In the book, Creating and Marketing Your Birth Related Business, the differences between these two important terms are identified. However, once your have declared your target market, it is then time to advertise your business.
Take websites for example...
Some business owners believe that if they have a website, everyone will flock to it. While that may be true, first the web visitor must know that the website is there! How do you let people you and your website exist? Simply put, it takes alot of hard work.
Meta tags are HTML elements. Meta tags may contain information about what the page is about (keywords and description), who wrote the page, when they wrote it and much more. Many search engines use this information when indexing pages. They are hidden from the view of the visitor but are located on the creative side of the web page.
Spiders are actually a program which gathers webpages to allow them to be indexed by search engines. They crawl through the internet by following links on a webpage.
Traffic Counters can tell you who is visiting, where they are from, and what pages they are looking at. Some counters rank the pages of your website by "most popular", showing you what topics your visitors are the most interested in!
Reciprocal links are similar to an agreement between two websites to provide links to each others sites. It can provide visitors with links to other sites of a similar topic. Search engines take the amount of incoming links into consideration when ranking your site.
Advertisers are companies that purchase advertising space on a website in the hopes of driving more business to their website. An affiliate (such as Google Adsense) is a marketing program which enables webmaster to place banner ads on the website and received a referal fee or commisson when customers click on the link to visit the merchants website. Why don't some websites (such as www.thebirthfacts.com) have advertisers or affiliates? First, websites such as this want the visitor to stay on the website and in these two cases, for educational purposes. The creator of both Birthsource and Birthfacts (me!) does not want the visitor to be distracted by other websites.
Most important, content!
Content may be, for the birth related business website, the most important item bringing visitors to the site. If the content is stagnant (is not frequently updated), is not relevant, or is just boring (lack of graphics, photos etc), then visitors may not visit or if they do, they may not return. Begun in 1999, www.birthsource.com now has over 1400 different articles and pieces of information for the visitor. Whether the visitor is an expectant parent or birth professional, there is something for everyone who visits there. The sister website, www.thebirthfacts.com, is an evidence-based website with links directly to research, searchable by topic. No opinions or commentary here, www.thebirthfacts.com is dedicated to the individual who wants just the facts for decision-making.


Task item: Although the data below holds other lines too, output only those from the line with "Image is 644x286 pixels." up to and including the line with "Image is 868x427 pixels.", exactly as they appear.

*** Extracted data ***

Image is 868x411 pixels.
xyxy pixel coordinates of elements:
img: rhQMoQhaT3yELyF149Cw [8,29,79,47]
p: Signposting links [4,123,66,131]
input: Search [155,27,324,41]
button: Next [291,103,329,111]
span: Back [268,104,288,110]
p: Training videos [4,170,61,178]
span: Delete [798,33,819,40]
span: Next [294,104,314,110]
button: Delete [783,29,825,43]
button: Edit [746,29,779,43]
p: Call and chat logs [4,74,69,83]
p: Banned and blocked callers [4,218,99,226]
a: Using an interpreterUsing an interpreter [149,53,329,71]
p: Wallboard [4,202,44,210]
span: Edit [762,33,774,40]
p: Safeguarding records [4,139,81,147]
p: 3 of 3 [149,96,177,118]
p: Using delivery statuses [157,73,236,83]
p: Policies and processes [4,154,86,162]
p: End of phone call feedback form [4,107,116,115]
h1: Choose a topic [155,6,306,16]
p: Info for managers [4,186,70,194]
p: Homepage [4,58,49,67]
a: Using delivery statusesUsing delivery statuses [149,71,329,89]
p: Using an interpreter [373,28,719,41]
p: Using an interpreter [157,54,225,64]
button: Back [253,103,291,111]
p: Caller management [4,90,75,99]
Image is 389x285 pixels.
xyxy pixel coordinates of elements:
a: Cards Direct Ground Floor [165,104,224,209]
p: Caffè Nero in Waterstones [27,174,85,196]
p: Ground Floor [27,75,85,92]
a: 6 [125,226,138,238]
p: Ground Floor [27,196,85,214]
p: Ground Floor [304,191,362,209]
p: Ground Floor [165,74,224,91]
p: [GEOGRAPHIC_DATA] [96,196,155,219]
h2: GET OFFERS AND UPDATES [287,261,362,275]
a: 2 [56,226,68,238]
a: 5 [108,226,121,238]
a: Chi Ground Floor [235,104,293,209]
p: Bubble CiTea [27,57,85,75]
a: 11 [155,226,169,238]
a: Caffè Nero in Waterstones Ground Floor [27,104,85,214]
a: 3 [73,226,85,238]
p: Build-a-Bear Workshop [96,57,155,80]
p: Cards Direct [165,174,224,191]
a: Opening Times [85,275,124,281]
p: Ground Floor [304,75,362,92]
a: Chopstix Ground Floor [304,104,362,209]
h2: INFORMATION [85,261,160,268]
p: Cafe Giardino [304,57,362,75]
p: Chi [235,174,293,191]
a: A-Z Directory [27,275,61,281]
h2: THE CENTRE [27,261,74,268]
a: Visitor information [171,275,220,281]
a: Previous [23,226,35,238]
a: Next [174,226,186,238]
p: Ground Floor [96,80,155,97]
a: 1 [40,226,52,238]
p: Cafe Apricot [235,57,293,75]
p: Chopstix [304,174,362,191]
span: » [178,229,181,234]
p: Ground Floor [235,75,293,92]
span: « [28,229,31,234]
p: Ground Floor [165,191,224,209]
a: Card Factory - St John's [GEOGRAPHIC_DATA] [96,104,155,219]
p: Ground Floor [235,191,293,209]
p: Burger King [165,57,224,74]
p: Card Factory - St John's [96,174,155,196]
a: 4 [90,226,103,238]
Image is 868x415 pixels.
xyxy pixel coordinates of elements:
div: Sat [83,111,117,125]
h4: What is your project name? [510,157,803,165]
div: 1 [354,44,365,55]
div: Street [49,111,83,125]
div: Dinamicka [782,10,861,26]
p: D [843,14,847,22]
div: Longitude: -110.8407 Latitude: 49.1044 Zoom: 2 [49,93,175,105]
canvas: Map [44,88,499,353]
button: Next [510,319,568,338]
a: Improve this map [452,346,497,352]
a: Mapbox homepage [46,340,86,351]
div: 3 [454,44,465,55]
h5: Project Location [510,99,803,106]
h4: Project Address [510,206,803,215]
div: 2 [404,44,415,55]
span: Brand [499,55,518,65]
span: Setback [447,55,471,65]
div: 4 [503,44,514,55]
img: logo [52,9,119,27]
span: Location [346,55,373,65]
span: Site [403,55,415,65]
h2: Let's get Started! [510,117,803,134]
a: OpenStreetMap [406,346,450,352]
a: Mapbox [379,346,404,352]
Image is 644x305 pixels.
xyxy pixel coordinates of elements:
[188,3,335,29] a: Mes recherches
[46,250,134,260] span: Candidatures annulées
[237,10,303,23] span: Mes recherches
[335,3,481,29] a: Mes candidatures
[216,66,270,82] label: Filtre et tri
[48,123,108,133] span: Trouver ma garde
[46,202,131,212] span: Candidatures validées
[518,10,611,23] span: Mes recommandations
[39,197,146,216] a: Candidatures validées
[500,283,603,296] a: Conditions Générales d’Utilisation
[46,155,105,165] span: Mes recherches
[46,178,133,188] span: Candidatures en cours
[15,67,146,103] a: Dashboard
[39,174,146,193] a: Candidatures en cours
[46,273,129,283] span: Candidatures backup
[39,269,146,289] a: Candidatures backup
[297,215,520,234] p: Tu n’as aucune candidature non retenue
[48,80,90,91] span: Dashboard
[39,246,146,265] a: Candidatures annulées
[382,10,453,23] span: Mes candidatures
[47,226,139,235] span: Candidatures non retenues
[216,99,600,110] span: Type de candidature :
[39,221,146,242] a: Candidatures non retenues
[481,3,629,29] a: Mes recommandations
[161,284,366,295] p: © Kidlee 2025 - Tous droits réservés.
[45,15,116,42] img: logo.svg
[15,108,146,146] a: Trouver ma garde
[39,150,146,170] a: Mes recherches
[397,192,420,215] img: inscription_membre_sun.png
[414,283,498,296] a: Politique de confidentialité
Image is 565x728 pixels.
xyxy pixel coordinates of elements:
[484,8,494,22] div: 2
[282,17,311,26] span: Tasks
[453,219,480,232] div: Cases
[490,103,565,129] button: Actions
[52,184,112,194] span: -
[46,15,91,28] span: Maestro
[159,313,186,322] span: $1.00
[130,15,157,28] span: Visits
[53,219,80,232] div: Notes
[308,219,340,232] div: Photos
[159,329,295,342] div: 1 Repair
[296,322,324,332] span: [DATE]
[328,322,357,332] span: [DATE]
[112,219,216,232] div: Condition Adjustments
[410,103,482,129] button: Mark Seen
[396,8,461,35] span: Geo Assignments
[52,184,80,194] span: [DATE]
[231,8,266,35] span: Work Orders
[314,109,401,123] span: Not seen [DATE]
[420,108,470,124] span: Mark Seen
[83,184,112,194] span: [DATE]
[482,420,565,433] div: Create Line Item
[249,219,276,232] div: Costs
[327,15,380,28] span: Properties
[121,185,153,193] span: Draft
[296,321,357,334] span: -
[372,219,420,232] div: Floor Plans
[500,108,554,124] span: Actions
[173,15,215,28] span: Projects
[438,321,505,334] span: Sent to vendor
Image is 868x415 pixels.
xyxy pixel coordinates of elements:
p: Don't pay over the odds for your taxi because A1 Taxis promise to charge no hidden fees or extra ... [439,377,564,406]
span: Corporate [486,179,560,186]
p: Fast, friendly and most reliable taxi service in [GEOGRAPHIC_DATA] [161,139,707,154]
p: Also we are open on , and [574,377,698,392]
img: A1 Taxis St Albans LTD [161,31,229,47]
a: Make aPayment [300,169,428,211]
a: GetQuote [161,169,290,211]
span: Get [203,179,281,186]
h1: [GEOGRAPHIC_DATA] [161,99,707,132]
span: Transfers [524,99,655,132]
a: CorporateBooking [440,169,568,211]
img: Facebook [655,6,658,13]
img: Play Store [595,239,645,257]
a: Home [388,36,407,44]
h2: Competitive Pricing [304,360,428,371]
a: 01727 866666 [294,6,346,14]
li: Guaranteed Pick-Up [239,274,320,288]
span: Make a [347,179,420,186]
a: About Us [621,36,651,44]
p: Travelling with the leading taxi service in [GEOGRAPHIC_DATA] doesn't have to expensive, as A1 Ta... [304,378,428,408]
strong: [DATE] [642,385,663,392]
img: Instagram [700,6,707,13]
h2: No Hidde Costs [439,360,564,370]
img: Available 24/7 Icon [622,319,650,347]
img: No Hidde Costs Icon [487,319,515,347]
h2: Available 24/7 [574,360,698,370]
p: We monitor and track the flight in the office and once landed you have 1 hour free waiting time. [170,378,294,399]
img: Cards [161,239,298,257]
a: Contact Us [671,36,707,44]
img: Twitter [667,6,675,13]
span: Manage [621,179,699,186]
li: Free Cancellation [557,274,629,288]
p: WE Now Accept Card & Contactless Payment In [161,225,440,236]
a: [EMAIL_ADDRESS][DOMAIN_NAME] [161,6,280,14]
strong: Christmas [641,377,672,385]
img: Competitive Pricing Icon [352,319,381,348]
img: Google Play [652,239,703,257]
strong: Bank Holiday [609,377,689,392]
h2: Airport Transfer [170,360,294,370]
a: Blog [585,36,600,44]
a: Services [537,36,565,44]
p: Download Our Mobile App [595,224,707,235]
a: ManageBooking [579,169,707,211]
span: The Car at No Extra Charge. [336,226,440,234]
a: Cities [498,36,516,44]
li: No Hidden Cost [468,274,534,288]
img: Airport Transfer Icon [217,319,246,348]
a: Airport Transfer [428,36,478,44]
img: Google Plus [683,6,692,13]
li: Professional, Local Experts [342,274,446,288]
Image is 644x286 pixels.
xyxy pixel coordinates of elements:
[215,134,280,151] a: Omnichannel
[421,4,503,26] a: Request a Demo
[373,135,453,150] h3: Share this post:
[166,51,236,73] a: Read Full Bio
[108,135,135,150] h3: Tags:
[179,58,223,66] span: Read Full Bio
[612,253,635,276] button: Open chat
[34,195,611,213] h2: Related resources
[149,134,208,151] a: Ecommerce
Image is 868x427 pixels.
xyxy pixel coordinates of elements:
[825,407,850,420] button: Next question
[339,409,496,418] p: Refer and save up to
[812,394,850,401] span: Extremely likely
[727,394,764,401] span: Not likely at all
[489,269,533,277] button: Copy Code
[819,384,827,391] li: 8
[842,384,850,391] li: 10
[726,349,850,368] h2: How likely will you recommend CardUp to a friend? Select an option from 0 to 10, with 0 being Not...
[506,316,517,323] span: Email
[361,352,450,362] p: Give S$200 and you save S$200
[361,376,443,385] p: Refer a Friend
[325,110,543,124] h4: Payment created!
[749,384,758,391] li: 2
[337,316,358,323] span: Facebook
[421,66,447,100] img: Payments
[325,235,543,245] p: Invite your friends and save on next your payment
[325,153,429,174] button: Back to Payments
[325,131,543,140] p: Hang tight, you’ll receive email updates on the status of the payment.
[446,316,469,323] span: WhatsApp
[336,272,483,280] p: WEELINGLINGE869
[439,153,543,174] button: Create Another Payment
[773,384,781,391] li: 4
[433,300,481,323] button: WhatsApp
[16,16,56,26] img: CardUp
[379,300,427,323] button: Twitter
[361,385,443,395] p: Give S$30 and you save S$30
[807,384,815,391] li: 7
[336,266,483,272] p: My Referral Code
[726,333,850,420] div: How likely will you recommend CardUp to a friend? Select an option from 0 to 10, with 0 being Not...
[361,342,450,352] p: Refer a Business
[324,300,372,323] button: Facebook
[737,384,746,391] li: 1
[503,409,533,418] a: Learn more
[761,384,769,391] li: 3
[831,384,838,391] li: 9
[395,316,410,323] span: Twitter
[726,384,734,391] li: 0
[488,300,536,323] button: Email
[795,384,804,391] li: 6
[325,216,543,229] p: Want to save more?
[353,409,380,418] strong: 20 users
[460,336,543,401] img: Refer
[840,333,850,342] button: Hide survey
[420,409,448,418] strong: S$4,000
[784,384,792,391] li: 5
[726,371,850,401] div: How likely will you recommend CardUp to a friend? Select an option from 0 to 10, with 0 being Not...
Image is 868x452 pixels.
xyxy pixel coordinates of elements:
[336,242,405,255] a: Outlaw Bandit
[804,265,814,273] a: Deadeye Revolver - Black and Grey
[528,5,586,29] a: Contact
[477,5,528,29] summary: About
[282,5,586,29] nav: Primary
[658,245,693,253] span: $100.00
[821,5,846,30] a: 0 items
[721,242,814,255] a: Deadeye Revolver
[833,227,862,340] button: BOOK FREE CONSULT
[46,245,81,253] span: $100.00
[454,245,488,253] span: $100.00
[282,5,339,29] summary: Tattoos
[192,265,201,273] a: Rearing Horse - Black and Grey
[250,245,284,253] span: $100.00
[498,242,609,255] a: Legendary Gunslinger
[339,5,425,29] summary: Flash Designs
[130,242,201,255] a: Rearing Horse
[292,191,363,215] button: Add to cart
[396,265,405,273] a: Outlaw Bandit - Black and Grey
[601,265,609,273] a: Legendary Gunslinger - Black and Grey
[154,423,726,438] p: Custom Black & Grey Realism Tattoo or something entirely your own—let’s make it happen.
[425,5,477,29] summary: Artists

*** End of Extracted data ***

Reply:
Image is 644x286 pixels.
xyxy pixel coordinates of elements:
[215,134,280,151] a: Omnichannel
[421,4,503,26] a: Request a Demo
[373,135,453,150] h3: Share this post:
[166,51,236,73] a: Read Full Bio
[108,135,135,150] h3: Tags:
[179,58,223,66] span: Read Full Bio
[612,253,635,276] button: Open chat
[34,195,611,213] h2: Related resources
[149,134,208,151] a: Ecommerce
Image is 868x427 pixels.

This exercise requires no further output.